Sunday, May 8, 2011

For Mother's Day, I'd like to introduce you to Mary, my mom.


Mary

How was it, Mary, as you flitted past cornfields and felt humidity form on your young ivory brow? 
Your Bellaire and laughter ringing exuberance despite quiet and unspoken stories, a little girl’s confusion ~

the rending of  twins, the black shadow of the Summers, the grit of watching your mother’s decline.

How did you emerge, lovely and soft?

He saw you then, he said, floating across the high school lobby, a brunette beauty with elegant gate.  
Decades cemented in the shady grass of Kansas.

Where did it come from, your courage to board the train, cinching the belt on your slender waist, holding the fabulous hat against your beautifully coiffed black hair?

A girl, an adventure, mad love.

How was it as your world expanded into safety and harbor ~ just in time to join the world’s efforts against tyranny? 

Send him off, Mary.  Find your way.

How was the mountain world of science and parties and energy and the fragileness of peace?   Did you feel the tender tremble of a shy girl midst the cackle of socialites as you sweetly and gently won the hearts of good and true men and women? 

                You always won them, Mary, without trying.

How did you weave it – smells of tacos, lasagna, cookies and drop doughnuts and the creeping despair rising from a body too often betraying your love of life? 
How did you manage it – riding the crest of exuberant waves, inviting all who would join to go to Disneyland, while the creeping dark beckoned, whispered, wanting to steal.

But you, all resurrection.  Surfacing, shunning grave clothes, determined to live.

To find life in sangria and grins and money slipped into grandchildren’s pockets. 
“Shhh,” you would say, as if repercussions were earthshaking for such indiscretions. 

To find Jesus in hummingbirds, cattails formed as décor, golden paper mache crèches, filling your home with smells of glue guns and Christmas.  Heels and pearls around card table bridge. A thermos of hot chocolate as your brood tromped out the door on the frigid New Mexico trek for the perfect Christmas tree.

Land of Enchantment, adopted surely.  Splendid, you said, the drama of light and sound.  “Shhhh,” you said, as finches found your backyard offering, framing your world of Weeping Willow, Russian Olive, Wild Roses, Columbine, Raspberries and Cherry Pie. 
Vinegar in the crust. “Shhh, no one knows.”

Do you want a cookie?
                No thanks, Mom.
You want a cookie.
                No, not really.
I know you want a cookie.
I know what you want.

So often wrong, dear Mary, about cookies and meatloaf.
So how did you know, with perfect intuitive acuity, what we did want, in the tender longings within each of our hearts.

Inextricably woven ~sometimes a spell, sometimes a symphony ~
                fierce determination rose in your eyes at
                a hint
                a rumor
                of your children’s harm.

                Lioness Mary, crouching and sly.

When disgust hit your face, all knew to run, duck and cover or face the wrath of Mary against
                Frank Sinatra
                Scantily clad women
                Mockery for an incorrect pronunciation of Espanola
                Doctrinal arguments

                Some things you did not need.

Where did it come from, your propensity to worry, to hold up the world through the energy of fret?

How good to see your shoulders ease as flickering light marbled granite stone through the moving leaves of aspen, and blue spruced hillsides.
This looks just like Colorado!” your exclamation before your heart’s trip to your Jemez Mountain Mecca.

How did you believe?
                How did you love.
                                How you did live, Mary.

Your life lingers, 
as the dove lights with kind eyes,
as the hush at dusk.

1 comment:

  1. "I know you want a cookie." "I know what you want." What a powerful vulnerable piece. Thank you for sharing. There is so much told without being said between the hushes and whispers. Beautifully written. Gratefully received.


» **HOW TO COMPLETE THIS TASK**: After finding the line that includes "I need to know the exact region of human" in the records below, transcribe it and each line after it through the last, exactly, and add nothing.

Records from a data collection

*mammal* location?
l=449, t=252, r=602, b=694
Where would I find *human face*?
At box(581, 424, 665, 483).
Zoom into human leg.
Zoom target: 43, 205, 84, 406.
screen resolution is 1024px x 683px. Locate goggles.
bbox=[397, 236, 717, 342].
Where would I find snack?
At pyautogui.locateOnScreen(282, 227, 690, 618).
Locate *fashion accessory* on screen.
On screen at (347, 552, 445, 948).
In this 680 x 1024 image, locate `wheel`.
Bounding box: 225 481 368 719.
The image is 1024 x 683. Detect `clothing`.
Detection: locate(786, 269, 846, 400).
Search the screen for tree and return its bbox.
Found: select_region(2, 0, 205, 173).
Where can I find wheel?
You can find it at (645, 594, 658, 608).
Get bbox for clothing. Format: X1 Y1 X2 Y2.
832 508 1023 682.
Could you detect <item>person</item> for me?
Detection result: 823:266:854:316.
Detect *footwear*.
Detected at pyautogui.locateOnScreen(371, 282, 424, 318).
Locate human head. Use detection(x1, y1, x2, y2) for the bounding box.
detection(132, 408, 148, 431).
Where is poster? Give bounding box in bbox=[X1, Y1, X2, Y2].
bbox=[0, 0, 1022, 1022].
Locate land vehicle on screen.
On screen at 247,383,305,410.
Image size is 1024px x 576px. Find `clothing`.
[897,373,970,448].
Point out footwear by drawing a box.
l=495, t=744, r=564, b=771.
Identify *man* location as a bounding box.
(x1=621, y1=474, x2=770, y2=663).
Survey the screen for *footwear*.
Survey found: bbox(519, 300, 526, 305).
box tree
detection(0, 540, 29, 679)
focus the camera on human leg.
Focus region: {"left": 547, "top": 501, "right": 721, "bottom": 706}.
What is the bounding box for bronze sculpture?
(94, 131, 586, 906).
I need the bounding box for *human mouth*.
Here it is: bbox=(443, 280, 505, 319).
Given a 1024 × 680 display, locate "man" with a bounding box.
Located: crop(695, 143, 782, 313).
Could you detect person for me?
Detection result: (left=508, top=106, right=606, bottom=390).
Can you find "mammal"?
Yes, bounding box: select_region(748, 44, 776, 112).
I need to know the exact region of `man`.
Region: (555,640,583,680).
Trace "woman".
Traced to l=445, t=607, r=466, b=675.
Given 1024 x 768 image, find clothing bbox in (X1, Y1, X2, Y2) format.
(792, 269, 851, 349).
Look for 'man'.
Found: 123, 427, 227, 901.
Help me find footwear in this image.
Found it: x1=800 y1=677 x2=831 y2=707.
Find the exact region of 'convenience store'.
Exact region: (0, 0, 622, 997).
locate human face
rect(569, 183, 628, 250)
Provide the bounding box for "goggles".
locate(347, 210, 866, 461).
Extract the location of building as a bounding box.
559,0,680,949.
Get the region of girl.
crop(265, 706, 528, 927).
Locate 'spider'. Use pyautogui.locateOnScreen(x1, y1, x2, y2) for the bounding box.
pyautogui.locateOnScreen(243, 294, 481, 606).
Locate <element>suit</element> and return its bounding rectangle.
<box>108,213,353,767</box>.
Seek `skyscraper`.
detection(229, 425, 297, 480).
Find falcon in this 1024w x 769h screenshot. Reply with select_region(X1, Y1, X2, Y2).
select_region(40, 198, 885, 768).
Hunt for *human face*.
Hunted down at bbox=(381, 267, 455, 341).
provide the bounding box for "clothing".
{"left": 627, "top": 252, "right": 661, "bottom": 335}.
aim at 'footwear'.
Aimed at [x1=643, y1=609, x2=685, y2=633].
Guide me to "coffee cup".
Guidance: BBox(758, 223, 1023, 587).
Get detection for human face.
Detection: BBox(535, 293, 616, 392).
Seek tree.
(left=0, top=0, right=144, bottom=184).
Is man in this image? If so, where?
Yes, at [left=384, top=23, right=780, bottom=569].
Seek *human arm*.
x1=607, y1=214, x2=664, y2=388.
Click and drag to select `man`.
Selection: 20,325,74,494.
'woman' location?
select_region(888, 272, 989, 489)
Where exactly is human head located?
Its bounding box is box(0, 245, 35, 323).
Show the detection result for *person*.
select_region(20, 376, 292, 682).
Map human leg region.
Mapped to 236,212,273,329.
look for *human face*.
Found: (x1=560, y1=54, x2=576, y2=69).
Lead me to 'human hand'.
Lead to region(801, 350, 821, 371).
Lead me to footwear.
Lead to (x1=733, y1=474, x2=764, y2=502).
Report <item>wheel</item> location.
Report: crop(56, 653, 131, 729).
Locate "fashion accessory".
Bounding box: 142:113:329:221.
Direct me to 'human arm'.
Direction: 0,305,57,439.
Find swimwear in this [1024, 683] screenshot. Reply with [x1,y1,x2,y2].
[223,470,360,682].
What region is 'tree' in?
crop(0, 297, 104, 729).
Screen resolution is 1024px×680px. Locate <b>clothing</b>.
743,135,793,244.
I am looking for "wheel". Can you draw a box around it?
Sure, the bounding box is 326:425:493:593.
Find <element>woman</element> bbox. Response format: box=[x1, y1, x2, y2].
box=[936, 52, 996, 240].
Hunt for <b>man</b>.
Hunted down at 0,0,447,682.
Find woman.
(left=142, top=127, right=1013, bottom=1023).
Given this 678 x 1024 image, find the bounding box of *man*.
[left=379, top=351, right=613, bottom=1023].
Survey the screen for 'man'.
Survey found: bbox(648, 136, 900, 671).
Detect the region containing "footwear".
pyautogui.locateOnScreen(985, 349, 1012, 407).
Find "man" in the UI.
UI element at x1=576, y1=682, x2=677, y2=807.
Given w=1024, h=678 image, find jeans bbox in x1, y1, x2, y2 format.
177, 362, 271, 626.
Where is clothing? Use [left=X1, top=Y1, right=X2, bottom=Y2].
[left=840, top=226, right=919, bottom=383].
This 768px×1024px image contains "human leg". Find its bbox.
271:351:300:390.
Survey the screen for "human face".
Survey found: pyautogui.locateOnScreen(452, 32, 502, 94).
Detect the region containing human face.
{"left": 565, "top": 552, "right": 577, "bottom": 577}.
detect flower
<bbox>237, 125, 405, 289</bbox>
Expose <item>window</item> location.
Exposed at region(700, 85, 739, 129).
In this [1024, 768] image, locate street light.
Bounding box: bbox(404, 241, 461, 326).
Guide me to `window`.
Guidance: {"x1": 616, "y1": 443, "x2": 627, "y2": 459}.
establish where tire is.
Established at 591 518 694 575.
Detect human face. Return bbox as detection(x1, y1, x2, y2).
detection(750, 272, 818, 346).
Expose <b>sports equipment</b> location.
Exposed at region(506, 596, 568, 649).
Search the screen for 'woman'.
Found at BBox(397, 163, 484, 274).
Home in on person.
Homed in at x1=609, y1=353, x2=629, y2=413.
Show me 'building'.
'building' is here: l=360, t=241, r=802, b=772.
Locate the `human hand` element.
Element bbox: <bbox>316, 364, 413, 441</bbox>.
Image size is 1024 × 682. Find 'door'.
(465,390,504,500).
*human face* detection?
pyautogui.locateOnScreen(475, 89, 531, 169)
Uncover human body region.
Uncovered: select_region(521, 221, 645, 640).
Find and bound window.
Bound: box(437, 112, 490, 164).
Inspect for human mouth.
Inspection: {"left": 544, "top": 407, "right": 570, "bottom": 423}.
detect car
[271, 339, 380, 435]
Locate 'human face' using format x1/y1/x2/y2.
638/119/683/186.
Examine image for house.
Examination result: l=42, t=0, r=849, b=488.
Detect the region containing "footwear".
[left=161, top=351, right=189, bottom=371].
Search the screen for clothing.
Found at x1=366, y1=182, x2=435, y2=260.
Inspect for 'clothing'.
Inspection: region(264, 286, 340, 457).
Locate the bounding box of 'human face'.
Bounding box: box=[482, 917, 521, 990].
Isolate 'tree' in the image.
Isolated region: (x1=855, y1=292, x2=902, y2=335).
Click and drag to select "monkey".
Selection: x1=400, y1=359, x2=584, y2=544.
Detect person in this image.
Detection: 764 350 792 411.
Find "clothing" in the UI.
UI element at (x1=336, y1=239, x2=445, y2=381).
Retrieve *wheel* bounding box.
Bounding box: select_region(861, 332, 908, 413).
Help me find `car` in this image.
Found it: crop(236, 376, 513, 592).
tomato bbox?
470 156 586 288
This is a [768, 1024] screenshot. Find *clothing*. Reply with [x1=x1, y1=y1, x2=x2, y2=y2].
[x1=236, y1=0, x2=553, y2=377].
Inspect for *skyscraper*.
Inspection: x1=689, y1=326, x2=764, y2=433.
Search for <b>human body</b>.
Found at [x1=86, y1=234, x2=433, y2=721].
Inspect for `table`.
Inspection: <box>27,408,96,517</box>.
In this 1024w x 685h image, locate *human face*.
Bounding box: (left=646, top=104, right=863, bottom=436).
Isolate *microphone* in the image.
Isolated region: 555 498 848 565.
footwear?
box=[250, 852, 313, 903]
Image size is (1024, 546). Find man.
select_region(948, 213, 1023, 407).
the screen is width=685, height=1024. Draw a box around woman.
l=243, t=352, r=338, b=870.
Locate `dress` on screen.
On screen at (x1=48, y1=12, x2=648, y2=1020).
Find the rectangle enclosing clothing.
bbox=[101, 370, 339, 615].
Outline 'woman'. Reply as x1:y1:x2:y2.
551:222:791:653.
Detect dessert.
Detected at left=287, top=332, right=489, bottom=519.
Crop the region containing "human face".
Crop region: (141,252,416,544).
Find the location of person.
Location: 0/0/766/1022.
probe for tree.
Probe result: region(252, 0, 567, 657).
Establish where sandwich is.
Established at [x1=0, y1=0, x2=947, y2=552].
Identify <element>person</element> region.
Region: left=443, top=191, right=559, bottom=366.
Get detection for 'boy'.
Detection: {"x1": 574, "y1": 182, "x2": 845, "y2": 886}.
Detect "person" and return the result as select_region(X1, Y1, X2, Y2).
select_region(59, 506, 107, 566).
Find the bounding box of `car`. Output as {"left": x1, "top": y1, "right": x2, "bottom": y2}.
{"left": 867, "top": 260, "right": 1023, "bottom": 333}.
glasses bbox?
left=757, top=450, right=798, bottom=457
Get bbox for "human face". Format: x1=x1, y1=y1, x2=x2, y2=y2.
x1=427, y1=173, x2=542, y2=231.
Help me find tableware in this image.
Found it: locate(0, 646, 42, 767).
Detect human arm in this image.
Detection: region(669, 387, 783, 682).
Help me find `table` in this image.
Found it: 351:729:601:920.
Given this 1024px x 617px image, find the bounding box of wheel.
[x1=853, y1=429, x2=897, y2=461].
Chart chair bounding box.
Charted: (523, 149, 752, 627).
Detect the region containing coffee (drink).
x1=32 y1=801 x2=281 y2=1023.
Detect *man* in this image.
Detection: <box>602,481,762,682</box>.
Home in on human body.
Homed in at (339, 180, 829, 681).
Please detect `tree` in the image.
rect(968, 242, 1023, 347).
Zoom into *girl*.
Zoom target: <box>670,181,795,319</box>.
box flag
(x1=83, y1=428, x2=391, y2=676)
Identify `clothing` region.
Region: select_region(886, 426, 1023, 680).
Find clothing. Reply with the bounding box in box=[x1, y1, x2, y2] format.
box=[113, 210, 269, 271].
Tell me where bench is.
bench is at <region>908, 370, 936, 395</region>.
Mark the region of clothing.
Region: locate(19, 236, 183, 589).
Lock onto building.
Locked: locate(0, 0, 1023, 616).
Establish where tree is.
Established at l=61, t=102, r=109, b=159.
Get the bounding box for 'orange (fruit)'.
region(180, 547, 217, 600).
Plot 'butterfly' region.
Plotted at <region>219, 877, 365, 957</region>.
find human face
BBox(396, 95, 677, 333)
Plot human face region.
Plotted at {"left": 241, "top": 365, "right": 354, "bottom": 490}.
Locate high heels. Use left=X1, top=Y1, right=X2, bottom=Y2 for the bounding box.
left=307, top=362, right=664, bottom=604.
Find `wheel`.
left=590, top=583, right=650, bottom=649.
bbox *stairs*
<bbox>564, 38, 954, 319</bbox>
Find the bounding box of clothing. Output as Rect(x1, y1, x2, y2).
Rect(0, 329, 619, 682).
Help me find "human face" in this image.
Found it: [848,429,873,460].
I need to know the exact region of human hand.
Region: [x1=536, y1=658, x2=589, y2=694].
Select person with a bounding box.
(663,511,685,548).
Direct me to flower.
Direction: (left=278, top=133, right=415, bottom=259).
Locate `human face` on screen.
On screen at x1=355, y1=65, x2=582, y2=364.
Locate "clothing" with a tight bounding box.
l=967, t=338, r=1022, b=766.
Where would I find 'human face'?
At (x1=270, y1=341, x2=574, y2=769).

» **YOUR SOLUTION**:
I need to know the exact region of human hand.
Region: [x1=536, y1=658, x2=589, y2=694].
Select person with a bounding box.
(663,511,685,548).
Direct me to flower.
Direction: (left=278, top=133, right=415, bottom=259).
Locate `human face` on screen.
On screen at x1=355, y1=65, x2=582, y2=364.
Locate "clothing" with a tight bounding box.
l=967, t=338, r=1022, b=766.
Where would I find 'human face'?
At (x1=270, y1=341, x2=574, y2=769).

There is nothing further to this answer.